Submitted to: Contest #326

Vengence

Written in response to: "Write a story with the goal of scaring your reader."

Crime Fiction Horror

This story contains themes or mentions of physical violence, gore, or abuse.

Chapter 1

The nurse led Jack to a small room at the back of the clinic. He was concerned about the visit. The nurse had been vague on the phone as she booked the appointment. ‘Dr. Travis needs to speak with you,’ she had said. ‘He will explain when you get here.’ The appointment meant another day off work, and although Jack was way past retirement age, he could not afford too many days off. His hip ached as he followed the nurse, and he exhaled sharply as he sat.

“The doctor will be here in just a moment,” she said with too much sympathy. And then she left as if relieved that her role was finished.

It was but a moment later that Dr. Travis entered the room, folder in hand. He sat at the desk next to Jack. “Did you come alone?” he asked.

“Yes,” said Jack. Everyone that Jack had loved had already passed or moved on. Tammy, Jack’s partner of thirty years, had passed away twenty years earlier from a heart attack brought on by liver failure. That had been a bad few years for Jack. He lost his job, his house, and most of his fortune. He preferred to live alone on the little piece of land that he had purchased with his retirement fund. It wasn’t much, and it was a bit isolated, but he liked it. He didn’t mind living alone.

“Jack,” began the doctor. “I am going to get straight to the point. I have your test results here. I have checked them twice. You have cancer.”

“How long?” asked Jack.

“It is advanced. If you had come in sooner, if we had caught it sooner . . .”

“How long?” Jack was insistent.

Dr. Travis placed his hand on Jack’s forearm. “Six months, maybe a year. There are treatments, though, which could greatly prolong . . .”

“No,” said Jack. “No treatments. How long before I become disabled?”
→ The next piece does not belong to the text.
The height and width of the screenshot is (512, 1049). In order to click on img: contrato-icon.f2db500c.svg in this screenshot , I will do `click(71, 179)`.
Dr. Travis removed his hand from Jack’s forearm. He examined the folder before answering. He inhaled deeply and exhaled through his mouth.

“It is a miracle that you are still walking now. Jack, we can ease the pain. Let me admit you . . .”

“No,” said Jack. I have some unfinished business. He rose to leave.

“Wait,” said Dr. Travis. Here – a prescription for the pain. We can set up a home care . . .”

Jack took the prescription and left the doctor talking to the air. He had work to do—preparations to make.

#

Brad Shnithed.

Big bad Brad.

He had come a long way.

He had started out working in the warehouse shuffling freight to and fro, and now he was about to receive recognition as the man who made the tough decisions. The CEO of the year. He adjusted his cuffs as he walked on stage. He gave his usual speech on efficiency in the workplace. ‘We must do more with less,’ he always said. He loved to quote Spock from Star Trek: ‘The needs of the many outweigh the needs of the few, or the one.’ He cared about all of his workers, he said, but they must earn respect by succeeding. We all want to be liked, but leadership means accepting that sacrifices must be made and being able to live with that is what makes a good leader great.

Afterwards, Brad sat in the green room, waiting for his limo. Someone handed him a whiskey on the rocks, which he sipped on as was his habit. It felt good to be the king.

An underling popped in. “Limo’s here, sir. Parked out back as per your request.”

Brad was starting to sweat. He gulped the last of his whiskey. He needed some air. He made his way to his waiting limo. Without hesitation, the driver opened the door and ushered, almost pushed him in. He felt dizzy, woozy. His last conscious thought was a message on his cell phone informing him that his limousine had just pulled up front. How long would he be?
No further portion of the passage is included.